I think the real problems of avx-512 is
a) a lot of avx-512 instructions subset fragmentation which makes this thing rediculous. I mean instruction sets like sse, avx, avx2, are already too fragmented and then you get 10 flavors of avx-512 on top of that. WTF.
b) the powering-down issue that makes the rest of the cpu crawl so alternating avx-512 instructions, or having a server that has one instance use avx-512 creates issues to other server instances. I think it was done due to the 14nm issue.
c) various workarounds that need to be implemented to have avx perform correctly... like vzeroupper in the code... or having the OS check whether certain avx (z/y) registers were used in order to do, or not do, some things in order to do things differently and avoid slowdowns. These arise out of the intel "hacks" and then end up in the OS code as workarounds.
In theory avx512 should be much more power efficient than avx2. It doesn't matter if, say, a cpu that used to burn 100w now does 140w, or if it is underclocked, but how many results you can get out of certain watts. If, for example, avx512 can double the throughput of avx2, that's a 100% gain. If you get consumption from 100w to 140w, then that's a fantastic perf/watt gain. And if you underclock to, say, 70% of the speed and only get +70% throughput for, say, similar avx2 watts, then that's good too. The rationale that "avx2 should be enough" that Linus said, cannot and does not increase perf/watt. Redditors say "ohhh but it burns so much". Yeah but it puts out 60-80% more throughput in terms of results. They are not factoring perf/watt. Only watts. Watts can be adjusted downwards and then you can keep the throughput gains vs inferior vectors (avx2) at similar watts.
Personally I would like wide avx2 and avx512 adoption in chips, because without them the code lags in adopting the speed enhancements that the cpu can actually give. But I would also like the chips to be less "hacked" to solve problems like splitting 128 bit lanes and using vzeroupper, or having irrelevant slowdown issues with zmm register usage, etc. The moment intel gives the set to the people, this should be good to go, not need hacks in code or OS to play well. I think it creates needless irritation for everyone. And please no 500 flavors of avx512. This is a fricking nightmare to support by coders.
In terms of chips I would also like to see larger L1 instruction caches because opcodes have been getting larger and larger for these commands and yet L1 instruction cache size is almost the same for 15 years. Sure, we have bigger μop caches, but it's not the same.
a) a lot of avx-512 instructions subset fragmentation which makes this thing rediculous. I mean instruction sets like sse, avx, avx2, are already too fragmented and then you get 10 flavors of avx-512 on top of that. WTF.
b) the powering-down issue that makes the rest of the cpu crawl so alternating avx-512 instructions, or having a server that has one instance use avx-512 creates issues to other server instances. I think it was done due to the 14nm issue.
c) various workarounds that need to be implemented to have avx perform correctly... like vzeroupper in the code... or having the OS check whether certain avx (z/y) registers were used in order to do, or not do, some things in order to do things differently and avoid slowdowns. These arise out of the intel "hacks" and then end up in the OS code as workarounds.
In theory avx512 should be much more power efficient than avx2. It doesn't matter if, say, a cpu that used to burn 100w now does 140w, or if it is underclocked, but how many results you can get out of certain watts. If, for example, avx512 can double the throughput of avx2, that's a 100% gain. If you get consumption from 100w to 140w, then that's a fantastic perf/watt gain. And if you underclock to, say, 70% of the speed and only get +70% throughput for, say, similar avx2 watts, then that's good too. The rationale that "avx2 should be enough" that Linus said, cannot and does not increase perf/watt. Redditors say "ohhh but it burns so much". Yeah but it puts out 60-80% more throughput in terms of results. They are not factoring perf/watt. Only watts. Watts can be adjusted downwards and then you can keep the throughput gains vs inferior vectors (avx2) at similar watts.
Personally I would like wide avx2 and avx512 adoption in chips, because without them the code lags in adopting the speed enhancements that the cpu can actually give. But I would also like the chips to be less "hacked" to solve problems like splitting 128 bit lanes and using vzeroupper, or having irrelevant slowdown issues with zmm register usage, etc. The moment intel gives the set to the people, this should be good to go, not need hacks in code or OS to play well. I think it creates needless irritation for everyone. And please no 500 flavors of avx512. This is a fricking nightmare to support by coders.
In terms of chips I would also like to see larger L1 instruction caches because opcodes have been getting larger and larger for these commands and yet L1 instruction cache size is almost the same for 15 years. Sure, we have bigger μop caches, but it's not the same.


» Requirement
Where the string "micrograph" appears in a line of the data, show that line.

=== Section Start ===

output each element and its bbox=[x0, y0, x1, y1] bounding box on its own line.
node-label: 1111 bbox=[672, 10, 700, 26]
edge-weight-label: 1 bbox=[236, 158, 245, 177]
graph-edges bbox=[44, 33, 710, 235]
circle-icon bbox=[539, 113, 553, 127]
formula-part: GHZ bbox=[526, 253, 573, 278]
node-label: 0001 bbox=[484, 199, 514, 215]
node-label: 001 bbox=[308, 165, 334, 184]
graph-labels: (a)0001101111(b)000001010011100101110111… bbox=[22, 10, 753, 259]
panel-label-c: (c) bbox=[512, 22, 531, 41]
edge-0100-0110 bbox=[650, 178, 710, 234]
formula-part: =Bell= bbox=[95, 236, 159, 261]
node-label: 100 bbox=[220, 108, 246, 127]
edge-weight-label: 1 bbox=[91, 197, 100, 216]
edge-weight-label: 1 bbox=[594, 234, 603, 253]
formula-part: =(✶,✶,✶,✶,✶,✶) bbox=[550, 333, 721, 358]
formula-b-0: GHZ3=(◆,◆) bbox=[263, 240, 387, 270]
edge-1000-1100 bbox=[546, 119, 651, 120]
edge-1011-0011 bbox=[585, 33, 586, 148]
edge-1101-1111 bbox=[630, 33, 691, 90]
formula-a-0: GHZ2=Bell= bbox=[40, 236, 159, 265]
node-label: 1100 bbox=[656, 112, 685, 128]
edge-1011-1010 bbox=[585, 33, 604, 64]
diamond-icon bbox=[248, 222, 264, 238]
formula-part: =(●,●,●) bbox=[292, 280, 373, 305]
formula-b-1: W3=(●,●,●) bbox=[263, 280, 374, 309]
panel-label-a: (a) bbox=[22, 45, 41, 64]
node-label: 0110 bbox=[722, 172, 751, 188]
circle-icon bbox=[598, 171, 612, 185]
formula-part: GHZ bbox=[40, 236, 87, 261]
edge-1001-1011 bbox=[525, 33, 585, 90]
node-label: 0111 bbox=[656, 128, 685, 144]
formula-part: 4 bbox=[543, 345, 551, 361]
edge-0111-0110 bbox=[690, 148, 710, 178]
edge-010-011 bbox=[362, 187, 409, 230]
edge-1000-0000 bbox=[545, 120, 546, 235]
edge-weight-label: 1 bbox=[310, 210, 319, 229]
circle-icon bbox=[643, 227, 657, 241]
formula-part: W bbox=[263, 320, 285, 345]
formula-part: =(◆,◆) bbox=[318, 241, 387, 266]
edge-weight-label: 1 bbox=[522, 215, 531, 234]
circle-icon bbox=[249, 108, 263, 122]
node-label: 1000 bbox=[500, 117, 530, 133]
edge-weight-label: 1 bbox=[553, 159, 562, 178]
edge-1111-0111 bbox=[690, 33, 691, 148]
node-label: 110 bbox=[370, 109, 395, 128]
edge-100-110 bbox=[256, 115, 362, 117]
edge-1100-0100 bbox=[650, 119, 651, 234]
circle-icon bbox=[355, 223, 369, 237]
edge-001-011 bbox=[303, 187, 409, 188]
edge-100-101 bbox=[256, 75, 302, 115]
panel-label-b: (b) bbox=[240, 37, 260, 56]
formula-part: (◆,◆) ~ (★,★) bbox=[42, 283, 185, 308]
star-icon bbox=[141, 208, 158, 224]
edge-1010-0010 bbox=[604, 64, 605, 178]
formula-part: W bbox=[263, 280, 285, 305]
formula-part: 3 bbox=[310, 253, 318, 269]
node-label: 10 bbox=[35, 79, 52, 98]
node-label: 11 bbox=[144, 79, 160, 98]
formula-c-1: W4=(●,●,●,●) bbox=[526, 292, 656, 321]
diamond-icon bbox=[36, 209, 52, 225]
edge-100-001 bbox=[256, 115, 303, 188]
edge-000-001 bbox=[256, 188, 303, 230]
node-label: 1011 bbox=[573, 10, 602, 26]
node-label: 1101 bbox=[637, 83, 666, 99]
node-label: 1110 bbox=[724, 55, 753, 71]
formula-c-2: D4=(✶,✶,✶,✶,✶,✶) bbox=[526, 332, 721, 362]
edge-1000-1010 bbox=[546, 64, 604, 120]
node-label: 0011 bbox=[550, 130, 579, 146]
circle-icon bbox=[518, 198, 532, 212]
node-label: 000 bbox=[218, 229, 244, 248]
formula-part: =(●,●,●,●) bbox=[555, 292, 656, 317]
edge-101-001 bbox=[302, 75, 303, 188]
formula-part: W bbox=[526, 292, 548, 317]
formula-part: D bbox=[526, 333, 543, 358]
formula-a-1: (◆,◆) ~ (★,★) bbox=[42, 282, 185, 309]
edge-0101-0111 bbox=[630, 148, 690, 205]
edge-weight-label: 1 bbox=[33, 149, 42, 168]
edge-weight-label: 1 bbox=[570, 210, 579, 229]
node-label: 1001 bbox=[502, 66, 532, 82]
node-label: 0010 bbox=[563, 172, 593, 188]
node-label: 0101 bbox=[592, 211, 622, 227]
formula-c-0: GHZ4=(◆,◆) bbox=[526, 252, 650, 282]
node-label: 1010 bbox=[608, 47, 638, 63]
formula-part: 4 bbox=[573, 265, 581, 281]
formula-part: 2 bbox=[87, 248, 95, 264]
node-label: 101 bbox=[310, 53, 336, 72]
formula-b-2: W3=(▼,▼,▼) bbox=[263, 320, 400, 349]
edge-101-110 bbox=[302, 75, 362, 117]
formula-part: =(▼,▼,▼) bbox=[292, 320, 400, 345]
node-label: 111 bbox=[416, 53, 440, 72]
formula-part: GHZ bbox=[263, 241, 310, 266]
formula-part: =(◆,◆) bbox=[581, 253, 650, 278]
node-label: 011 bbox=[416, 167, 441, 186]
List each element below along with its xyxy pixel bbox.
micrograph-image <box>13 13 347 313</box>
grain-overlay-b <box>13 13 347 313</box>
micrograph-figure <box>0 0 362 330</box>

=== Section End ===

» Written response
micrograph-image <box>13 13 347 313</box>
micrograph-figure <box>0 0 362 330</box>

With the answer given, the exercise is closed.